The increasing cost of higher education recalls the housing bubble before it burst. In the meantime, our higher-education factories crank out an updated variation of indentured servitude.
Surprise, surprise: The current political dust up over student loans completely misses these points.
On Friday, April 27, U.S. Sen. Patty Murray visited the University of Washington campus to plea for the continuation of low-interest student loans. Murray’s speech constituted political grandstanding at its most effective: How could anyone oppose low-interest rates for students?
The terms of the interest rate on the Stafford loans came out of the Higher Education Act of 1965. The current interest rate of 3.4 percent is to set return to the old mark of 6.8 percent July 1, propelled by a Republican-backed measure in the U.S. House of Representatives passed last Friday, which President Barack Obama says he will veto. Republicans and Democrats disagree on how an extension of the 3.4-percent level would be funded — hence, the Republican-backed vote to raise the rate. But the tiresome, and tireless, political finger-pointing is beside the point.
The difference in interest rates amounts to about a $1,000 increase on a typical student loan — a tough amount to swallow but hardly a game-changer.
And the game is in dire need of change.
Student debt in this country is estimated to be $1 trillion, far outpacing the nation’s credit-card debt. In the last two decades, college tuition in this country has increased some 300 percent — double the rate of cost increases in our health-care system. The University of Washington figures an incoming freshman’s budget — with tuition, room-and-board and related expenses — to be about $24,000 per year. Think about what this means for an incoming or graduating student: There’s nothing like incurring a mountain of debt at an early age to require an asterisk on our beloved phrase, “Land of the free.”
Syndicated newspaper columnist Froma Harrop has called attention to the “hatpin” that may burst the cost-of-education bubble: high quality, on-line courses provided by startups like Coursera and Minerva. In such a universe, a student may choose courses from a broad band of higher institutions. We can see the day where a new kind of fully accredited, on-line university will be available to hundreds of thousands of students at a fraction of today’s tuition rates. Politicians — masters of the incremental — cannot overhaul a business model that needs capsizing. The solution, through private capital and entrepreneurial spirit, lies with the “home of the brave,” and brains, outside Washington, D.C.
The straws of change are on the wind.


WORK REQUIRED:
What lines in the records include the string "connector"? Return each one.

STORED DATA:
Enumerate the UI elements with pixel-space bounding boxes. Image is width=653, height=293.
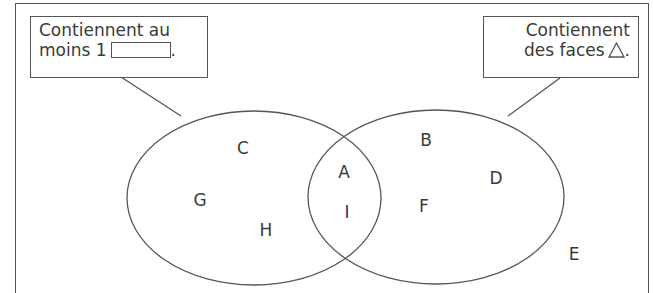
element-B: B — [420, 130, 432, 150]
element-D: D — [489, 168, 502, 188]
element-G: G — [193, 190, 206, 210]
right-callout-connector — [508, 78, 560, 116]
callout-right-line1: Contiennent — [484, 20, 630, 40]
callout-right-line2-text: des faces — [524, 40, 605, 60]
element-H: H — [260, 220, 273, 240]
callout-left-line2: moins 1. — [39, 40, 207, 60]
left-callout-connector — [121, 77, 181, 116]
callout-left-set: Contiennent au moins 1. — [30, 16, 208, 78]
element-E: E — [569, 244, 580, 264]
callout-left-line2-text: moins 1 — [39, 40, 107, 60]
element-A: A — [338, 162, 350, 182]
rectangle-icon — [111, 42, 171, 58]
callout-right-set: Contiennent des faces. — [483, 16, 639, 78]
callout-left-line1: Contiennent au — [39, 20, 207, 40]
triangle-icon — [608, 42, 625, 62]
callout-right-period: . — [625, 40, 630, 60]
callout-left-period: . — [171, 40, 176, 60]
element-I: I — [344, 202, 349, 222]
element-C: C — [237, 138, 249, 158]
callout-right-line2: des faces. — [484, 40, 630, 62]
element-F: F — [419, 196, 429, 216]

RESULT OF THIS EXERCISE:
right-callout-connector — [508, 78, 560, 116]
left-callout-connector — [121, 77, 181, 116]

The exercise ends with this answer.